One such story, but no longer orange and fun in Apple style, or seriously funny in Monty-Python style, was published that same day in the same papers, with the ascetic figure of Steve Jobs on the commemorative front page. The story is of 12 year-old Marina, pupil of the sixth form in one Zagreb primary school, who goes through hell and throws up every morning when she goes to school, just because her parents are poor and she doesn’t have an iPhone.

“I can’t take it anymore. Everyone hurls abuse at me. The entire class. When the school holidays ended and I remembered that I had to go back to school, I felt literally sick”, says Marina through her tears. “The main reason is that mum and dad are poor, that I don’t have Nike tennis shoes, nor Diesel jeans, nor an iPhone.”

In a wonderful twist of events, which the blasé apostles of Welch’s business seminars in the Lisinski Centre would die and give their iPhones for, all the other 28 pupils from Marina’s class do have the branded tennis shoes and jeans, and equally metaphorically and not metaphorically at all, they all have an iPhone or iPod, “they’re all different”, with the white wires hanging from their ears. Only Marina isn’t. She is the same as everyone else, she wears jeans bought from the smugglers on the market and has an ancient mobile phone. In class, however, she’s the last one like that, the same, that is. All the other 28 pupils are different.

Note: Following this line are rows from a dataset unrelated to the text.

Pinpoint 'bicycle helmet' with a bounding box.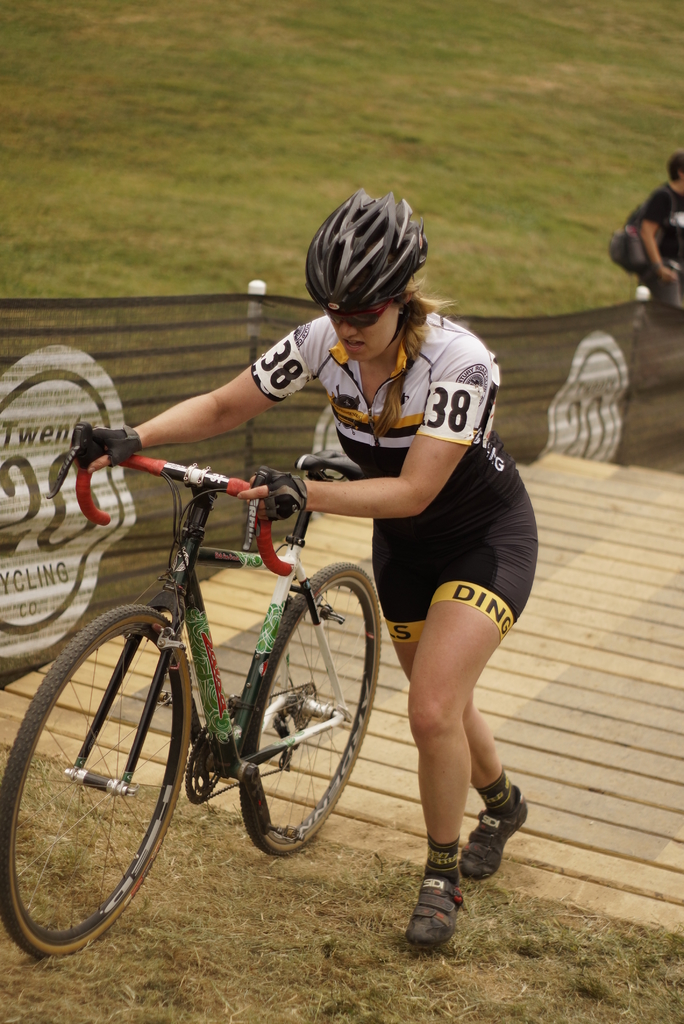
select_region(308, 178, 423, 316).
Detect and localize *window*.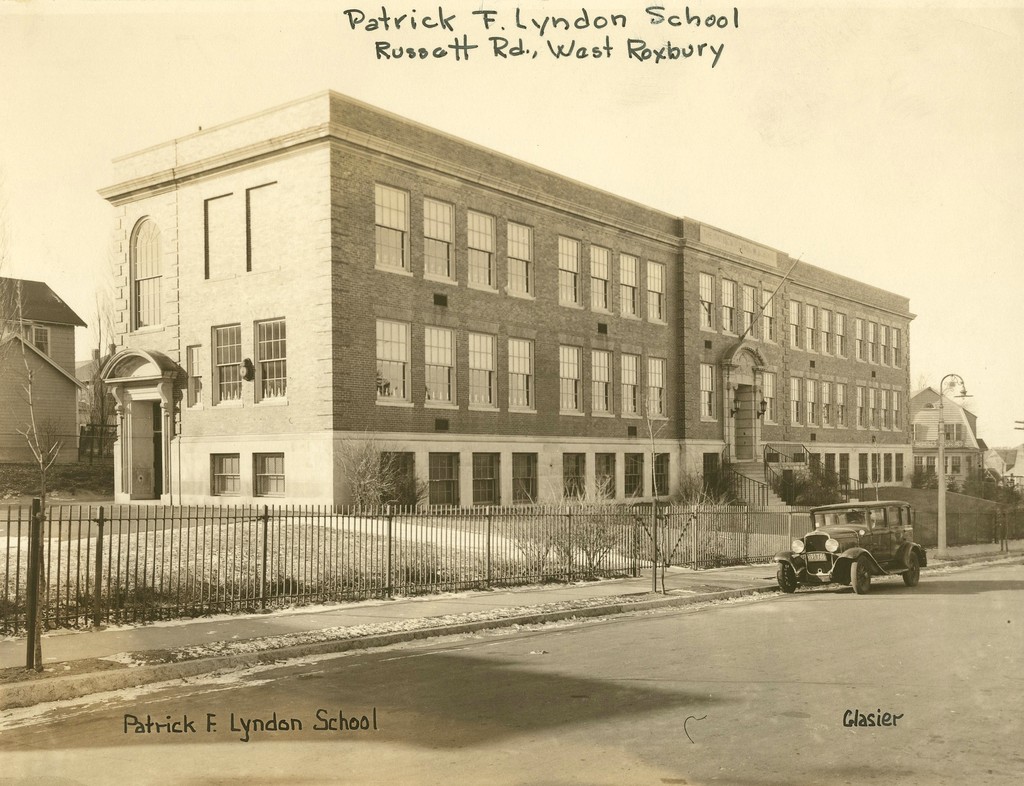
Localized at 509,449,544,508.
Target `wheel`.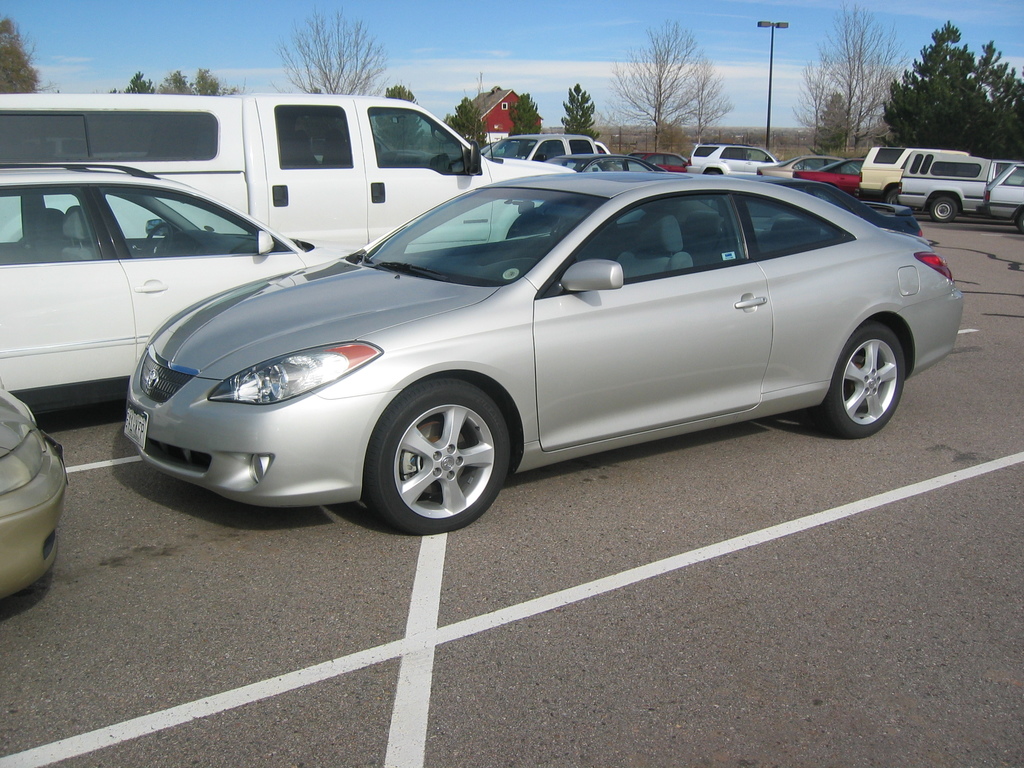
Target region: (x1=368, y1=387, x2=513, y2=522).
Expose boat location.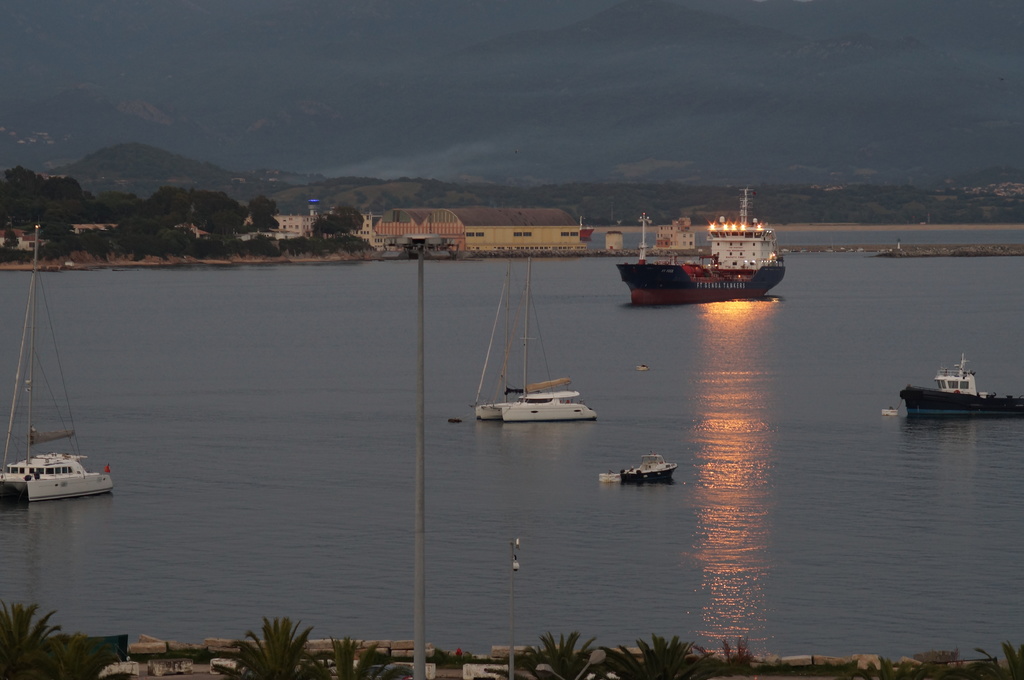
Exposed at bbox=[500, 256, 596, 424].
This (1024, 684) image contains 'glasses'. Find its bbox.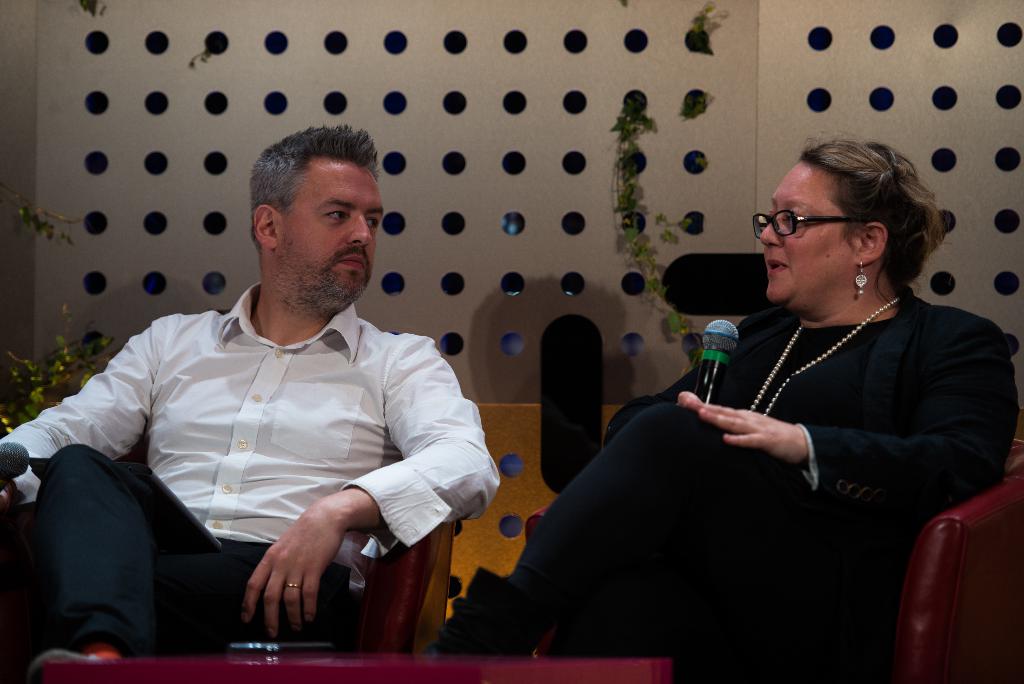
(left=760, top=200, right=886, bottom=248).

They have Nike tennis shoes, Diesel jeans and an iPhone.

“Think different”, exclaims the Prophet from the lectern at Stanford. “Yes, we will”, reply 28 pupils and their parents in unison. “You’re all different”, he continues. “Yes, we are!” reply the pupils as one.

“I’m not”, says little Marina timidly from among them.

So, were it not for the Great Corporation, neither Marina nor her parents, tragically out of step with this exciting new age, would know what they really need. And were the Prophet alive, little Marina would be the ideal star of the new iPhone 4S campaign, a 30-second film with a happy ending. Never doubt that genius! Think different, be different. Don’t lag behind the times, and don’t remain the last one to be the same.